Ask anyone today what they know about the great Josephine Baker and they will inevitably trot out the fact that she scandalized tout Paris in the 1920’s by dancing wearing nothing more than a bunch of bananas. In this (far too short) film on her life we learn there was so much more to this multi-faceted woman than her glittering show business career and that in later life she was a Decorated French Resistance Hero in WW2, and then in the 60’s was the only female speaker alongside Martin Luther King at the famous civil rights ‘March on Washington’.
Born in 1908 to a black mother and an absent white father in St Louis, she dropped out of school at 12 years old and lived on the streets before eventually landing a job as a dancer in the chorus locally which led to a move and a new gig in New York. By the age of 19 she had become the scandalous and sensational star of the Follies Bergere in Paris with the help of those bananas and other props like her pet cheetah with his diamond encrusted collar.
In the 1950’s when she returned to the US as a star and a hero she was feted with a ticker tape parade in Harlem but she still suffered the indignities of segregation like all black performers at the time who were considered good enough to entertain (white) polite society as long they stuck to using the ‘coloureds only’ toilet and entered the Clubs through the kitchen door. Baker confused the audiences of that period even further by appearing not in the traditional attire of black performers but by dressing head to toe as the chic Parisian that she now was.
In later life she was so much in the forefront of the US civil rights movement, that Coretta King even asked her to become its Leader after her husband was killed. At the same time back in France Ms Baker also adopted countless orphans and established this enormous family of her own.
She didn’t always make the right choices with people in her life, and when she was in her 60’s and discovered that her hubby had blown all her money, she had to go back to work again. I remember that part well, cos as an impressionable young man in my very early 20’s I got to see her perform at the London Palladium, still every inch a star but thankfully sans bananas.
She may not have had the most perfect life, albeit that it was packed with some very heady moments, but she did have the most perfect ending. At the age of 75 after a sensation reception given to her by the audience at her ‘retrospective’ concert at Paris’s L’Olympia, she went back to her hotel to rest, and then died peacefully in her sleep that night.
This brief look at her life included a wealth of glorious archival footage but it does beg for a full length documentary and one soon whilst there are people still around who were touched by this incredible woman who against so many odds, achieved so much.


* **Task statement**:
Which lines below include "description"? Copy them all.

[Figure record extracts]
════════════════════
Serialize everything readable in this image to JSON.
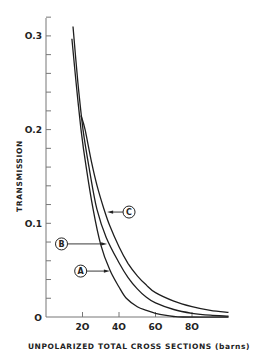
{
  "chart_data": {
    "type": "line",
    "title": "",
    "xlabel": "UNPOLARIZED TOTAL CROSS SECTIONS (barns)",
    "ylabel": "TRANSMISSION",
    "xlim": [
      0,
      100
    ],
    "ylim": [
      0,
      0.32
    ],
    "x_ticks": [
      20,
      40,
      60,
      80
    ],
    "x_tick_labels": [
      "2O",
      "4O",
      "6O",
      "8O"
    ],
    "y_ticks": [
      0,
      0.1,
      0.2,
      0.3
    ],
    "y_tick_labels": [
      "O",
      "O.1",
      "O.2",
      "O.3"
    ],
    "y_minor_step": 0.02,
    "grid": false,
    "legend": "inline circled labels with arrows",
    "series": [
      {
        "name": "A",
        "points": [
          [
            14.2,
            0.297
          ],
          [
            16.5,
            0.25
          ],
          [
            19.2,
            0.2
          ],
          [
            22,
            0.16
          ],
          [
            25.8,
            0.115
          ],
          [
            30,
            0.077
          ],
          [
            35,
            0.05
          ],
          [
            40,
            0.032
          ],
          [
            44,
            0.02
          ],
          [
            50,
            0.011
          ],
          [
            55,
            0.007
          ],
          [
            60,
            0.004
          ],
          [
            65,
            0.002
          ],
          [
            70,
            0.0005
          ],
          [
            75,
            0
          ],
          [
            100,
            0
          ]
        ]
      },
      {
        "name": "B",
        "points": [
          [
            14.8,
            0.31
          ],
          [
            17.5,
            0.25
          ],
          [
            20.3,
            0.2
          ],
          [
            24,
            0.155
          ],
          [
            27.9,
            0.115
          ],
          [
            33,
            0.085
          ],
          [
            40,
            0.058
          ],
          [
            45,
            0.042
          ],
          [
            50,
            0.03
          ],
          [
            55,
            0.021
          ],
          [
            60,
            0.015
          ],
          [
            70,
            0.008
          ],
          [
            80,
            0.004
          ],
          [
            90,
            0.002
          ],
          [
            100,
            0.001
          ]
        ]
      },
      {
        "name": "C",
        "points": [
          [
            19.2,
            0.215
          ],
          [
            21.4,
            0.2
          ],
          [
            25,
            0.165
          ],
          [
            28,
            0.14
          ],
          [
            31.8,
            0.115
          ],
          [
            35,
            0.097
          ],
          [
            40,
            0.075
          ],
          [
            45,
            0.057
          ],
          [
            50,
            0.044
          ],
          [
            55,
            0.034
          ],
          [
            60,
            0.026
          ],
          [
            70,
            0.017
          ],
          [
            80,
            0.011
          ],
          [
            90,
            0.007
          ],
          [
            100,
            0.005
          ]
        ]
      }
    ],
    "annotations": [
      {
        "label": "A",
        "label_pos": [
          19,
          0.049
        ],
        "arrow_to": [
          35,
          0.049
        ]
      },
      {
        "label": "B",
        "label_pos": [
          8.5,
          0.078
        ],
        "arrow_to": [
          33.5,
          0.078
        ]
      },
      {
        "label": "C",
        "label_pos": [
          45.5,
          0.112
        ],
        "arrow_to": [
          33.5,
          0.112
        ]
      }
    ]
  }
}
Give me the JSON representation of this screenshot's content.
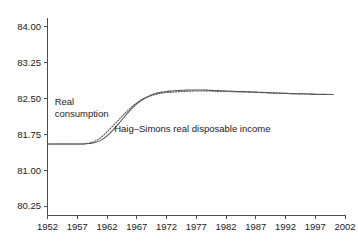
{
  "chart_data": {
    "type": "line",
    "title": "",
    "subtitle": "",
    "xlabel": "",
    "ylabel": "",
    "xlim": [
      1952,
      2002
    ],
    "ylim": [
      80.0625,
      84.1875
    ],
    "grid": false,
    "legend_position": "inline-annotations",
    "x_ticks": [
      "1952",
      "1957",
      "1962",
      "1967",
      "1972",
      "1977",
      "1982",
      "1987",
      "1992",
      "1997",
      "2002"
    ],
    "y_ticks": [
      "84.00",
      "83.25",
      "82.50",
      "81.75",
      "81.00",
      "80.25"
    ],
    "x": [
      1952,
      1953,
      1954,
      1955,
      1956,
      1957,
      1958,
      1959,
      1960,
      1961,
      1962,
      1963,
      1964,
      1965,
      1966,
      1967,
      1968,
      1969,
      1970,
      1971,
      1972,
      1973,
      1974,
      1975,
      1976,
      1977,
      1978,
      1979,
      1980,
      1981,
      1982,
      1983,
      1984,
      1985,
      1986,
      1987,
      1988,
      1989,
      1990,
      1991,
      1992,
      1993,
      1994,
      1995,
      1996,
      1997,
      1998,
      1999,
      2000
    ],
    "series": [
      {
        "name": "Real consumption",
        "style": "solid",
        "values": [
          81.55,
          81.55,
          81.55,
          81.55,
          81.55,
          81.55,
          81.55,
          81.56,
          81.58,
          81.63,
          81.72,
          81.84,
          81.98,
          82.13,
          82.27,
          82.39,
          82.48,
          82.55,
          82.6,
          82.63,
          82.65,
          82.66,
          82.67,
          82.675,
          82.68,
          82.68,
          82.68,
          82.675,
          82.67,
          82.665,
          82.66,
          82.655,
          82.65,
          82.645,
          82.64,
          82.635,
          82.63,
          82.625,
          82.62,
          82.615,
          82.61,
          82.605,
          82.6,
          82.6,
          82.595,
          82.59,
          82.59,
          82.585,
          82.585
        ]
      },
      {
        "name": "Haig–Simons real disposable income",
        "style": "dotted",
        "values": [
          81.55,
          81.55,
          81.55,
          81.55,
          81.55,
          81.55,
          81.55,
          81.57,
          81.61,
          81.69,
          81.8,
          81.93,
          82.06,
          82.19,
          82.31,
          82.41,
          82.49,
          82.54,
          82.58,
          82.61,
          82.625,
          82.635,
          82.645,
          82.65,
          82.655,
          82.66,
          82.66,
          82.66,
          82.655,
          82.65,
          82.65,
          82.645,
          82.64,
          82.64,
          82.635,
          82.63,
          82.625,
          82.62,
          82.615,
          82.61,
          82.61,
          82.605,
          82.6,
          82.595,
          82.595,
          82.59,
          82.585,
          82.585,
          82.585
        ]
      }
    ],
    "annotations": [
      {
        "id": "real-consumption",
        "lines": [
          "Real",
          "consumption"
        ],
        "x": 1953.2,
        "y": 82.36
      },
      {
        "id": "haig-simons",
        "lines": [
          "Haig–Simons real disposable income"
        ],
        "x": 1963.2,
        "y": 81.8
      }
    ],
    "colors": {
      "line": "#555555",
      "axis": "#4d4d4d",
      "text": "#1a1a1a",
      "background": "#ffffff"
    }
  }
}
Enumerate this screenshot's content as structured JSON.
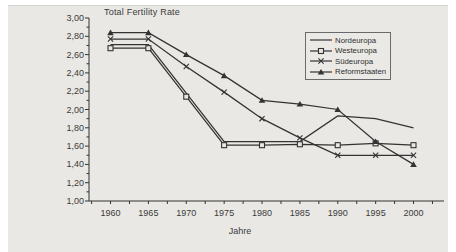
{
  "page": {
    "background_color": "#ffffff",
    "scan_background_color": "#e9e8e4",
    "line_color": "#333333",
    "text_color": "#3b3b3b"
  },
  "chart": {
    "title": "Total Fertility Rate",
    "xlabel": "Jahre",
    "legend": [
      {
        "label": "Nordeuropa",
        "marker": "none"
      },
      {
        "label": "Westeuropa",
        "marker": "square"
      },
      {
        "label": "Südeuropa",
        "marker": "x"
      },
      {
        "label": "Reformstaaten",
        "marker": "triangle"
      }
    ]
  },
  "chart_data": {
    "type": "line",
    "title": "Total Fertility Rate",
    "xlabel": "Jahre",
    "ylabel": "",
    "categories": [
      "1960",
      "1965",
      "1970",
      "1975",
      "1980",
      "1985",
      "1990",
      "1995",
      "2000"
    ],
    "series": [
      {
        "name": "Nordeuropa",
        "marker": "none",
        "values": [
          2.71,
          2.71,
          2.18,
          1.65,
          1.65,
          1.65,
          1.93,
          1.9,
          1.8
        ]
      },
      {
        "name": "Westeuropa",
        "marker": "square",
        "values": [
          2.67,
          2.67,
          2.14,
          1.61,
          1.61,
          1.62,
          1.61,
          1.63,
          1.61
        ]
      },
      {
        "name": "Südeuropa",
        "marker": "x",
        "values": [
          2.77,
          2.77,
          2.47,
          2.19,
          1.9,
          1.69,
          1.5,
          1.5,
          1.5
        ]
      },
      {
        "name": "Reformstaaten",
        "marker": "triangle",
        "values": [
          2.84,
          2.84,
          2.6,
          2.37,
          2.1,
          2.06,
          2.0,
          1.65,
          1.4
        ]
      }
    ],
    "ylim": [
      1.0,
      3.0
    ],
    "ytick_major_step": 0.2,
    "ytick_minor_step": 0.1,
    "ytick_labels": [
      "3,00",
      "2,80",
      "2,60",
      "2,40",
      "2,20",
      "2,00",
      "1,80",
      "1,60",
      "1,40",
      "1,20",
      "1,00"
    ],
    "grid": false,
    "legend_position": "upper-right"
  }
}
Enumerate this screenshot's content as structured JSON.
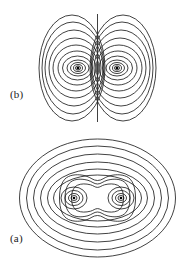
{
  "figure": {
    "background_color": "#ffffff",
    "stroke_color": "#111111",
    "width": 189,
    "height": 267
  },
  "panels": [
    {
      "id": "panel-b",
      "label": "(b)",
      "label_x": 10,
      "label_y": 88,
      "description": "two-lobe contour map with central vertical separatrix",
      "center_x": 97.5,
      "center_y": 68,
      "separatrix": {
        "x": 97.5,
        "y_top": 14,
        "y_bottom": 122
      },
      "foci": [
        {
          "x": 73,
          "y": 68
        },
        {
          "x": 122,
          "y": 68
        }
      ],
      "lobe_rings": [
        {
          "rx": 7,
          "ry": 5
        },
        {
          "rx": 11,
          "ry": 8
        },
        {
          "rx": 15,
          "ry": 12
        },
        {
          "rx": 19,
          "ry": 17
        },
        {
          "rx": 23,
          "ry": 23
        },
        {
          "rx": 26,
          "ry": 30
        },
        {
          "rx": 29,
          "ry": 38
        },
        {
          "rx": 31,
          "ry": 46
        },
        {
          "rx": 33,
          "ry": 53
        }
      ]
    },
    {
      "id": "panel-a",
      "label": "(a)",
      "label_x": 10,
      "label_y": 232,
      "description": "nested elliptical contours enclosing a peanut-shaped inner contour around two foci",
      "center_x": 97.5,
      "center_y": 198,
      "foci": [
        {
          "x": 74,
          "y": 198
        },
        {
          "x": 121,
          "y": 198
        }
      ],
      "inner_rings": [
        {
          "rx": 5,
          "ry": 4
        },
        {
          "rx": 9,
          "ry": 7
        },
        {
          "rx": 13,
          "ry": 11
        }
      ],
      "outer_rings": [
        {
          "rx": 44,
          "ry": 23
        },
        {
          "rx": 50,
          "ry": 29
        },
        {
          "rx": 57,
          "ry": 36
        },
        {
          "rx": 64,
          "ry": 44
        },
        {
          "rx": 71,
          "ry": 52
        },
        {
          "rx": 78,
          "ry": 59
        }
      ],
      "peanut_waist_ratio": 0.42
    }
  ],
  "chart_data": {
    "type": "line",
    "title": "",
    "subtitle": "",
    "xlabel": "",
    "ylabel": "",
    "grid": false,
    "legend_position": "none",
    "annotations": [
      "(a)",
      "(b)"
    ],
    "series": [
      {
        "name": "panel-b-left-lobe",
        "kind": "closed-contours",
        "center": [
          73,
          68
        ],
        "levels": [
          1,
          2,
          3,
          4,
          5,
          6,
          7,
          8,
          9
        ],
        "semi_axes": [
          [
            7,
            5
          ],
          [
            11,
            8
          ],
          [
            15,
            12
          ],
          [
            19,
            17
          ],
          [
            23,
            23
          ],
          [
            26,
            30
          ],
          [
            29,
            38
          ],
          [
            31,
            46
          ],
          [
            33,
            53
          ]
        ]
      },
      {
        "name": "panel-b-right-lobe",
        "kind": "closed-contours",
        "center": [
          122,
          68
        ],
        "levels": [
          1,
          2,
          3,
          4,
          5,
          6,
          7,
          8,
          9
        ],
        "semi_axes": [
          [
            7,
            5
          ],
          [
            11,
            8
          ],
          [
            15,
            12
          ],
          [
            19,
            17
          ],
          [
            23,
            23
          ],
          [
            26,
            30
          ],
          [
            29,
            38
          ],
          [
            31,
            46
          ],
          [
            33,
            53
          ]
        ]
      },
      {
        "name": "panel-b-separatrix",
        "kind": "straight-line",
        "x": [
          97.5,
          97.5
        ],
        "y": [
          14,
          122
        ]
      },
      {
        "name": "panel-a-left-focus-rings",
        "kind": "closed-contours",
        "center": [
          74,
          198
        ],
        "levels": [
          1,
          2,
          3
        ],
        "semi_axes": [
          [
            5,
            4
          ],
          [
            9,
            7
          ],
          [
            13,
            11
          ]
        ]
      },
      {
        "name": "panel-a-right-focus-rings",
        "kind": "closed-contours",
        "center": [
          121,
          198
        ],
        "levels": [
          1,
          2,
          3
        ],
        "semi_axes": [
          [
            5,
            4
          ],
          [
            9,
            7
          ],
          [
            13,
            11
          ]
        ]
      },
      {
        "name": "panel-a-peanut-contours",
        "kind": "dumbbell-contours",
        "center": [
          97.5,
          198
        ],
        "levels": [
          4,
          5,
          6
        ],
        "waist_ratio": 0.42
      },
      {
        "name": "panel-a-outer-ellipses",
        "kind": "closed-contours",
        "center": [
          97.5,
          198
        ],
        "levels": [
          7,
          8,
          9,
          10,
          11,
          12
        ],
        "semi_axes": [
          [
            44,
            23
          ],
          [
            50,
            29
          ],
          [
            57,
            36
          ],
          [
            64,
            44
          ],
          [
            71,
            52
          ],
          [
            78,
            59
          ]
        ]
      }
    ],
    "xlim": [
      0,
      189
    ],
    "ylim": [
      267,
      0
    ]
  }
}
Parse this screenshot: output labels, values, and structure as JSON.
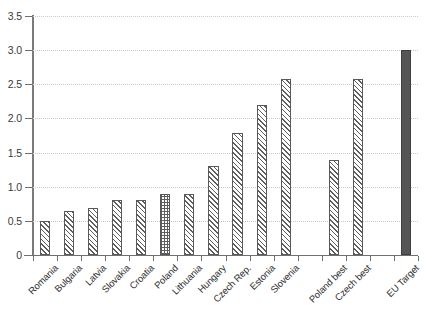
{
  "chart_data": {
    "type": "bar",
    "title": "",
    "xlabel": "",
    "ylabel": "",
    "ylim": [
      0,
      3.5
    ],
    "grid": true,
    "legend": "none",
    "y_ticks": [
      "0",
      "0.5",
      "1.0",
      "1.5",
      "2.0",
      "2.5",
      "3.0",
      "3.5"
    ],
    "y_tick_values": [
      0,
      0.5,
      1.0,
      1.5,
      2.0,
      2.5,
      3.0,
      3.5
    ],
    "categories": [
      "Romania",
      "Bulgaria",
      "Latvia",
      "Slovakia",
      "Croatia",
      "Poland",
      "Lithuania",
      "Hungary",
      "Czech Rep.",
      "Estonia",
      "Slovenia",
      "",
      "Poland best",
      "Czech best",
      "",
      "EU Target"
    ],
    "values": [
      0.5,
      0.64,
      0.69,
      0.8,
      0.8,
      0.9,
      0.9,
      1.3,
      1.79,
      2.2,
      2.58,
      null,
      1.39,
      2.58,
      null,
      3.0
    ],
    "bar_styles": [
      "hatch",
      "hatch",
      "hatch",
      "hatch",
      "hatch",
      "checker",
      "hatch",
      "hatch",
      "hatch",
      "hatch",
      "hatch",
      "none",
      "hatch",
      "hatch",
      "none",
      "solid"
    ],
    "colors": {
      "hatch_line": "#5d5d5d",
      "bar_border": "#595959",
      "solid_bar": "#555555",
      "gridline": "#c9c9c9",
      "axis": "#6f6f6f",
      "text": "#2e2e2e",
      "background": "#ffffff"
    }
  }
}
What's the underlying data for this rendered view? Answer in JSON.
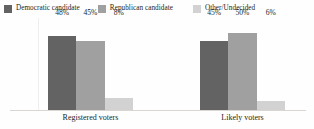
{
  "chart_data": {
    "type": "bar",
    "title": "",
    "subtitle": "",
    "xlabel": "",
    "ylabel": "",
    "ylim": [
      0,
      60
    ],
    "grid": false,
    "legend_position": "top",
    "categories": [
      "Registered voters",
      "Likely voters"
    ],
    "series": [
      {
        "name": "Democratic candidate",
        "color": "#636363",
        "values": [
          48,
          45
        ],
        "labels": [
          "48%",
          "45%"
        ]
      },
      {
        "name": "Republican candidate",
        "color": "#a0a0a0",
        "values": [
          45,
          50
        ],
        "labels": [
          "45%",
          "50%"
        ]
      },
      {
        "name": "Other/Undecided",
        "color": "#d2d2d2",
        "values": [
          8,
          6
        ],
        "labels": [
          "8%",
          "6%"
        ]
      }
    ]
  },
  "legend": {
    "items": [
      {
        "label": "Democratic candidate",
        "color": "#636363"
      },
      {
        "label": "Republican candidate",
        "color": "#a0a0a0"
      },
      {
        "label": "Other/Undecided",
        "color": "#d2d2d2"
      }
    ]
  },
  "axis": {
    "categories": [
      "Registered voters",
      "Likely voters"
    ]
  },
  "colors": {
    "background": "#fefefe",
    "text": "#231f20",
    "axis": "#d9d6d2"
  }
}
════════════════════
* **Output**:
      "description": "two-lobe contour map with central vertical separatrix",
      "description": "nested elliptical contours enclosing a peanut-shaped inner contour around two foci",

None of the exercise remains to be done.